4. We now have an entire field of study on what makes students learn better in terms of pedagogical strategies, and US classrooms have these strategies implemented far more and far more successfully then a typical Asian country will. These other country's are oftentimes still using techniques akin to what you get in a college GE with several hundred students.

So even if we grant the foreign students are learning better, it's not because the teacher in front of them is a better teacher.

Of course that doesn't explain how we fell from scoring the best in the world to where we currently are, but ... we NEVER WERE the best in the world by these metrics.

Isn't it amazing, the arrogance of the American who simply assumes that if we aren't #1 at something, it's because something JUST happened that ruined everything?

Last, to respond to the insanely low rate of teachers getting fired and people admitting that in practice, principals are finding it too hard to fire bad teachers:

There's truth in that.
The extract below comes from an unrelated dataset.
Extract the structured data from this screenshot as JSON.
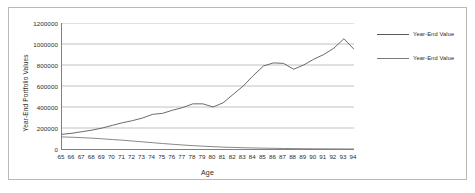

I'm not against change here, but when people say "kill tenure," to me, it's pretty obvious they think it's impossible to fire teachers with tenure. It isn't. I'll listen to small, precise tweaks, but "killing tenure," to me, simply forces us to ask: And replace it with what?

You want teachers to be just as insecure in their future as doctors and lawyers, who people keep wanting to compare teachers to in order to show how important they think teachers are? Well then, you have got to pay teachers like doctors and lawyers, and you've got to put enough infrastructure in place so that the people evaluating teachers aren't completely overwhelmed with their job.

I can't emphasize this enough: Tenure exists because it's a cheap solution compared to what it would otherwise cost to achieve the same quality of product. You're getting people to agree to smaller salary in exchange for security. It's a strategy.

if you are willing to pay much more for education than you are now in order to fix this and end tenure, cool. But before you do that, consider: Do you have any idea how cutback schools are right now? It's not like we've tried throwing money at the current problem, and it's failed. It's never been tried, period.

As I say this, I understand it's not that schools are cheap. Costs are rising for a variety of reasons that have nothing to do with unions, and the "cost" of the union is skyrocketing because of the far bigger problem of American health care, but schools themselves are operating with a level of "no, you can't replace that," "no, you can't keep using that," that none of the techies in Silicon Valley can begin to fathom. If they didn't have to do that, there'd be clear benefits.